The US economy is testing bond traders’ faith that the Federal Reserve will deliver a series of interest-rate cuts this year.
The unexpected surge in hiring in January showed there’s little pressure on the central bank to start easing monetary policy just yet, giving it time to see if inflation is headed sustainably toward its 2% target.
Fed Chair Jerome Powell reiterated such a wait-and-see approach from last week — which drove traders to slash bets on a first rate cut before May — in an interview on CBS’s 60 Minutes Sunday evening.
The “danger of moving too soon is that the job’s not quite done, and that the really good readings we’ve had for the last six months somehow turn out not to be a true indicator of where inflation’s heading,” Powell said in the interview.
But Powell left little doubt that the central bank will start loosening this year as the post-pandemic inflation surge subsides. That’s left bond traders convinced rates are coming down at some point — even as questions mount about how far the central bank will go.
“The Fed can deliver three to four rate cuts as the rate of inflation keeps coming down,” said Kevin Flanagan, head of fixed income strategy at Wisdom Tree Investments. But he said the jump in job growth and wages in January do “challenge the Treasury market’s narrative that the labor market is going to soften to the point where you’re going to have aggressive Fed easing.”
Treasuries slid in Asia Monday as Powell’s comments underscored the likelihood that bond investors had overshot in pricing for rapid rate cuts. Benchmark 10-year yields climbed five basis points to 4.07%. The greenback held gains over all Group-of-10 peers with the Bloomberg Dollar Spot Index rising as much as 0.3%.
The US economy has consistently defied fears that the Fed’s rate hikes — which stopped in July — would set off a recession. Instead, it has continued to expand at a solid pace, and employers added 353,000 jobs to their payrolls in January, the biggest monthly jump in a year and nearly twice what economists expected.
The figures unleashed a fresh selloff in the bond market Friday, pushing up yields across the board.

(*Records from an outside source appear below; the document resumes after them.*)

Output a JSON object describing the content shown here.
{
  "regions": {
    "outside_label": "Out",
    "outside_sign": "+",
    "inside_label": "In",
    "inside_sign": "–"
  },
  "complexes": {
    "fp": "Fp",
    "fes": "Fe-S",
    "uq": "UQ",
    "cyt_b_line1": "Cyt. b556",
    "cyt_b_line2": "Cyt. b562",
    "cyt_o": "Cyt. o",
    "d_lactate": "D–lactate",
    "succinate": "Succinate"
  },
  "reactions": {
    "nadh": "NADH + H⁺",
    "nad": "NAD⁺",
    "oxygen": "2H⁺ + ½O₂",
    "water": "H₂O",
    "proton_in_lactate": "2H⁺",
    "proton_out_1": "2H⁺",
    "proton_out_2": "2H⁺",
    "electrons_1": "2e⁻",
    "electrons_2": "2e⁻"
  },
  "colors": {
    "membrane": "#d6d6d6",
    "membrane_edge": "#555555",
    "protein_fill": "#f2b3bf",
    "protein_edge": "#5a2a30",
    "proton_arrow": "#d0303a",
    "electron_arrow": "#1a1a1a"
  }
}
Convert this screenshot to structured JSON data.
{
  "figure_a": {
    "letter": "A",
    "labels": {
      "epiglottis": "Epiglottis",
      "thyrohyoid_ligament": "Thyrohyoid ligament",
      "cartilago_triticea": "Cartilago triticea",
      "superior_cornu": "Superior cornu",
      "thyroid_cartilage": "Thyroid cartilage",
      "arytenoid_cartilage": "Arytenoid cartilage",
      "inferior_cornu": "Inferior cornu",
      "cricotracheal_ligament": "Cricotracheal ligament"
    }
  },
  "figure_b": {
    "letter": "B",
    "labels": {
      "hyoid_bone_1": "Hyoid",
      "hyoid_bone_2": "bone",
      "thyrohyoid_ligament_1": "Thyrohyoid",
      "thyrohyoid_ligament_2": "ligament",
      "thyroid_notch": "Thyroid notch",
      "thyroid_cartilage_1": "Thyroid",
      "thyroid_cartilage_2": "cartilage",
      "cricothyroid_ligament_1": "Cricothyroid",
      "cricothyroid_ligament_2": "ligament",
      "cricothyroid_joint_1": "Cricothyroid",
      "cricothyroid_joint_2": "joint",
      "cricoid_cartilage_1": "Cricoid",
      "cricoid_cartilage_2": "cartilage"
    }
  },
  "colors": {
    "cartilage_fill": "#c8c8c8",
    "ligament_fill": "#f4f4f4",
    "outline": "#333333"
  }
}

The strength of the economy makes it hard to see the allure of Treasuries when yields are still down such a long way from the peaks seen in last October, according to Sally Auld, chief investment officer at JBWere Ltd. in Sydney
“We were pretty keen on 5% Treasury yields as probably the peak for the cycle, but it’s harder to bang the table at 4% and say you should really be buying,” she said Monday. “If we got back to 4.5% or similar, because the economy just continues to power on and rate cuts get pushed back, then definitely we’d have another crack at that.”
For Priya Misra, portfolio manager at J.P. Morgan Asset Management, the uncertainty about the Fed’s timing has increased the appeal of five-year notes, which she sees as likely benefiting from a longer rate-cutting campaign.
“The later the Fed begins the process of normalization, the more it will likely have to do due to lags,” she said.
Yet the still-widespread conviction that the Fed will start easing policy by mid-year is setting a sort of floor under the bond market. Whenever yields spike, buyers have tended to flood back in, seeking to lock in the relatively high payouts before they disappear.
Moreover, there’s a record $6 trillion stashed in money-market funds, which may start to be shifted toward bonds once short-term rates start coming down.
While the current strength of the economy has meant there is little urgency, policymakers are mindful of the risk of keeping interest rates too high for too long. The rate is now in a band of 5.25% to 5.5%, more than twice the level that’s seen as neutral to growth. As inflation comes down, that leaves plenty of room to make policy less restrictive.
Powell on Wednesday said that the central bank is “in a risk management mode” before changing course. Moreover, he said officials welcome a strong labor market as long as inflation continues to recede.
That messaging is a reason why the futures market continues to price in about five quarter-point cuts this year and still put some odds on a first move in March, even after Powell said that was unlikely.
So there may be room for bonds to rally. Bruno Braizinha, rates strategist at Bank of America Corp., advised investors to prepare for the risk that 10-year Treasury yields — now just over 4% — could fall to 3% this year.
“If the market begins to bring down their pricing of the Fed’s neutral policy rate that could pull yields lower,” he said. “Also, there still remains risk for a shock to the economy that will result in the market’s current expectation for a soft-landing not happening. Additionally, inflation may begin to fall more aggressively.”
This article was provided by Bloomberg News.